Young laughing faces. A guitar playing. Voices singing. These are early memories of open house at my childhood home. My mom’s students, far from their homes in the North Eastern states, would gather around her, she their teacher, mentor, counsellor. I remember her discussing a couple of them with Dad, worried about them, so far from their families. My mom, three of my beloved aunts and my uncle were teachers. Two taught at primary school level, the others were university professors. Though I was very young, it was already clear in my head that teachers were people to be loved.
When I was three years old, I moved from my hometown of Baroda with my family. Speaking only Gujarati and a smattering of Hindi, i was enrolled in a nursery school in a strange new town called Ernakulam. Here, the children and the teachers spoke incomprehensible words. It frightened me and I would regularly run away from the little school to my aunt’s house just across the road. But the mysterious link between language and human brain soon turned the key in a lock.

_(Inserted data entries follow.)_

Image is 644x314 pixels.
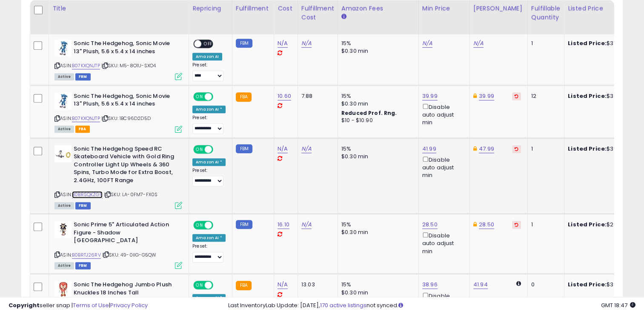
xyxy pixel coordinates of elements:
[212,93,226,100] span: OFF
[568,144,606,153] b: Listed Price:
[531,145,558,153] div: 1
[72,62,100,70] a: B07KXQNJTP
[102,115,150,122] span: | SKU: 1BC96D2D5D
[236,92,252,102] small: FBA
[72,191,102,198] a: B0BRSQKZG5
[55,221,182,268] div: ASIN:
[228,301,636,310] div: Last InventoryLab Update: [DATE], not synced.
[277,4,294,13] div: Cost
[601,301,636,310] span: 2025-09-12 18:47 GMT
[55,202,74,209] span: All listings currently available for purchase on Amazon
[474,4,524,13] div: [PERSON_NAME]
[212,222,226,229] span: OFF
[55,221,71,238] img: 31zptHG+FtL._SL40_.jpg
[192,53,223,60] div: Amazon AI
[301,39,312,48] a: N/A
[342,289,412,296] div: $0.30 min
[277,280,288,289] a: N/A
[422,280,437,289] a: 38.96
[342,109,397,117] b: Reduced Prof. Rng.
[568,39,606,47] b: Listed Price:
[194,93,205,100] span: ON
[342,47,412,55] div: $0.30 min
[531,221,558,228] div: 1
[192,106,226,113] div: Amazon AI *
[52,4,185,13] div: Title
[8,301,148,310] div: seller snap | |
[192,243,226,263] div: Preset:
[342,228,412,236] div: $0.30 min
[102,252,156,259] span: | SKU: 49-0IIG-G5QW
[55,39,182,79] div: ASIN:
[474,280,488,289] a: 41.94
[55,262,74,270] span: All listings currently available for purchase on Amazon
[479,221,494,229] a: 28.50
[422,144,437,153] a: 41.99
[192,62,226,81] div: Preset:
[301,92,331,100] div: 7.88
[568,4,641,13] div: Listed Price
[531,281,558,289] div: 0
[236,281,252,290] small: FBA
[72,252,101,259] a: B0BRTJ26RV
[55,92,182,132] div: ASIN:
[192,4,228,13] div: Repricing
[422,231,463,255] div: Disable auto adjust min
[568,280,606,289] b: Listed Price:
[55,73,74,81] span: All listings currently available for purchase on Amazon
[192,159,226,166] div: Amazon AI *
[342,145,412,153] div: 15%
[74,281,177,299] b: Sonic The Hedgehog Jumbo Plush Knuckles 18 Inches Tall
[568,145,638,153] div: $39.99
[568,281,638,289] div: $39.99
[342,281,412,289] div: 15%
[342,39,412,47] div: 15%
[479,144,494,153] a: 47.99
[74,39,177,57] b: Sonic The Hedgehog, Sonic Movie 13" Plush, 5.6 x 5.4 x 14 inches
[277,92,291,101] a: 10.60
[342,221,412,228] div: 15%
[568,39,638,47] div: $31.99
[212,145,226,153] span: OFF
[55,145,71,162] img: 41N9DaEF5mL._SL40_.jpg
[422,4,466,13] div: Min Price
[110,301,148,310] a: Privacy Policy
[568,92,606,100] b: Listed Price:
[474,39,484,48] a: N/A
[236,220,253,229] small: FBM
[74,92,177,110] b: Sonic The Hedgehog, Sonic Movie 13" Plush, 5.6 x 5.4 x 14 inches
[531,4,561,22] div: Fulfillable Quantity
[479,92,494,101] a: 39.99
[342,117,412,124] div: $10 - $10.90
[342,100,412,107] div: $0.30 min
[301,4,334,22] div: Fulfillment Cost
[342,4,415,13] div: Amazon Fees
[192,115,226,134] div: Preset:
[76,202,91,209] span: FBM
[192,234,226,242] div: Amazon AI *
[568,221,638,228] div: $28.50
[236,4,270,13] div: Fulfillment
[422,39,432,48] a: N/A
[73,301,109,310] a: Terms of Use
[277,144,288,153] a: N/A
[301,144,312,153] a: N/A
[342,92,412,100] div: 15%
[531,92,558,100] div: 12
[55,39,71,56] img: 4192XRoQUIL._SL40_.jpg
[76,262,91,270] span: FBM
[422,102,463,127] div: Disable auto adjust min
[568,221,606,228] b: Listed Price:
[194,222,205,229] span: ON
[301,221,312,229] a: N/A
[202,40,215,48] span: OFF
[212,282,226,289] span: OFF
[104,191,158,198] span: | SKU: LA-0FM7-FX0S
[277,221,290,229] a: 16.10
[236,144,253,153] small: FBM
[301,281,331,289] div: 13.03
[102,62,156,69] span: | SKU: M5-8O1U-SXO4
[422,155,463,180] div: Disable auto adjust min
[531,39,558,47] div: 1
[342,153,412,160] div: $0.30 min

The incomprehensible became words, then sentences, then thought. Soon I was dreaming in English.
First standard meant a new school, new classmates and a new teacher. K Miss was young, freshly graduated from teacher training college. She spoke the most beautiful English – clear diction, enunciated, articulate. I fell in love with the language, listening to her speak. She sang to us too. She had a guitar, covered in stickers and it seemed the most delightful thing to my eyes. One day, she said to us, “Read something everyday.” Her word was everything to us. I misinterpreted her advice to mean Read one book everyday. And I did. I have. Ever since. I read everything I could lay my hands on, simply because my teacher had told me to. I read encyclopaedias and dictionaries when I ran out of Enid Blytons and Frank Richards. One morning, I stood up in class to refute her story of storks bringing babies to hopeful parents. I proceeded to give a garbled biological version of the truth to my bewildered classmates. K Miss called home that evening and begged my mum to put the medical textbooks at least out of my reach.

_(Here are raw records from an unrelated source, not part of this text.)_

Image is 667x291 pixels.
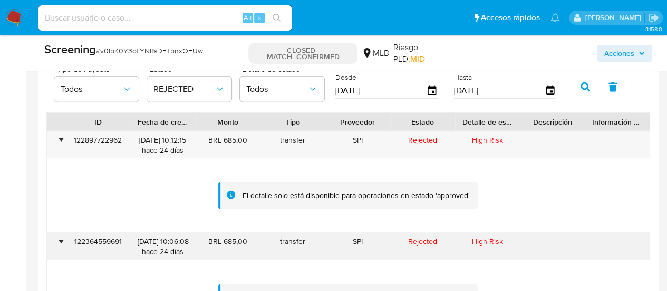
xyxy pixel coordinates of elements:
span: # v0IbK0Y3oTYNRsDETpnxOEUw [96,45,203,56]
span: Alt [244,13,252,23]
input: Buscar usuario o caso... [39,11,292,25]
p: CLOSED - MATCH_CONFIRMED [248,43,358,64]
span: Acciones [605,45,635,62]
button: search-icon [266,11,287,25]
a: Salir [648,12,659,23]
span: Riesgo PLD: [393,42,448,64]
b: Screening [44,41,96,57]
a: Notificaciones [551,13,560,22]
span: MID [410,53,425,65]
span: s [258,13,261,23]
span: 3.158.0 [645,25,662,33]
button: Acciones [597,45,653,62]
span: Accesos rápidos [481,12,540,23]
p: nicolas.tyrkiel@mercadolibre.com [585,13,645,23]
div: MLB [362,47,389,59]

I was her favourite student. Or so she always made each of us believe. She spoke to us about all kinds of things we had never thought about or experienced, and showed us by example to be kind, funny and sensitive to others. She stuck to her principles, even when intimidated by management. She taught us to stand up to bullies in the nicest way possible – lovingly yet firmly. When the school decided to switch her class and give us another teacher, we barricaded ourselves in our classroom and defied (with quaking hearts) our super strict principal until she agreed to let our class teacher continue with us. She was our class teacher from Standard one to three and these were magical years of singing on the school terrace, creating our own theatre group, class projects on Food and such, concerts of great organisation and ingenuity.
She became a close friend of our family. Her uninhibited laughter rang often in our home. She was irreverent, often making my dad blush with her wisecracks and jokes. He informally adopted her as his younger sister and thought nothing of advising her and reading her a lecture or two. This, in spite of her having a large family of her own. My mother loved her, saw in her a more untrammeled version of her younger self – a carefree, young teacher, enthusiastic and innovative. All the things my mom had left behind in Baroda along with her career when she moved to Ernakulam.

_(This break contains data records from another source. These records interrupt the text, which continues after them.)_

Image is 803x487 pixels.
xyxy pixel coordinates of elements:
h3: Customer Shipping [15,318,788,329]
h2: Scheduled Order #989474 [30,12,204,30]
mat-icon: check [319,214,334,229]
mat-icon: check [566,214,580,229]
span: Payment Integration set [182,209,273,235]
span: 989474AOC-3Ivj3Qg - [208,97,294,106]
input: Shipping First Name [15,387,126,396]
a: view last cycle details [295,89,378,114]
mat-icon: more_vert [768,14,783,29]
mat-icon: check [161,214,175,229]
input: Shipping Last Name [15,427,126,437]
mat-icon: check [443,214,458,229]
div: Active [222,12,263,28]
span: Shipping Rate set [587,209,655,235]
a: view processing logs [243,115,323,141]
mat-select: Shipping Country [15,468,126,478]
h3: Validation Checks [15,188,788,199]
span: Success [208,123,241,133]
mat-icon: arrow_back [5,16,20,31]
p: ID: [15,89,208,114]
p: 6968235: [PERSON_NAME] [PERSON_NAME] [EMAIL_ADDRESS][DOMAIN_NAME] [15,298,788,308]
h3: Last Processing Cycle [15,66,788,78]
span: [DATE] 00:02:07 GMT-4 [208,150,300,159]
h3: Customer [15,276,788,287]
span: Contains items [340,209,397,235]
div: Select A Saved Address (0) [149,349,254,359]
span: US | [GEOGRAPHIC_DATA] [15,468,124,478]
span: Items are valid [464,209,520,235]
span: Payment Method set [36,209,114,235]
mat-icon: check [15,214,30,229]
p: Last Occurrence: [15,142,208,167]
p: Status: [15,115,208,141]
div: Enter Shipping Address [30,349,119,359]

After Standard three, my family moved to Madras. My new school teachers were nice but I missed my K Miss dreadfully. A year went by. Then one morning, in the passage outside my classroom, I heard her voice. Usually the most docile and respectful student, I bolted. I might have stammered some explanation to my teacher on the way out but the only thought in my head was getting to K Miss. I ran into her arms and some part of me felt put back to rights. It turned out that her niece was being newly admitted into my class.
K Miss moved to Madras and has been a part of my life ever since. All these years later, she is a friend and caring critic. She never hesitates to tell it like it is. Her cheery greeting (Hell-lo, Sa-na-ya!!!)on the other end of the phone line always lifts my spirits. When my brother died, it was to her house I went first, searching for the comfort I knew I would find there. She cuddled my son when he was a baby and will always want to know what he’s up to. Her niece is a dear friend. When my Mum lay dying in hospital, K Miss held her hand and sang Broadway show tunes to her. My dad and she stay in touch, flirting with each other in five different languages.
The only thing I find myself unable to do even today is call her by her name without attaching the Miss to the end. For me, she is my first and best teacher. I am an articulate speaker today and a writer too, because of the fine examples she set me and the advice she gave me. I often catch myself thinking, “What would K Miss do?”, especially when confronted by tough choices. I may not always know for certain, but she taught me an instinct for right and wrong very early on. I rely on that instinct to help me decide.
I am fortunate to have had wonderful teachers all through my life. Most of them were young women, brimming with ideas and ideals, energy and enthusiasm. There were older women too, tempering their enthusiasm with experience, their idealism with intellect.It all started with a young woman in an Ernakulam school though. She set me up for a lifetime of learning. That first impact – of a teacher who loved her students and loved to teach – was the key. It made me approach all my future teachers with the same expectation. The majority of them delivered on that early promise K Miss had made. -Teaching really is a work of Heart.
Too good, Sanaya. I really enjoyed reading it. Very well written.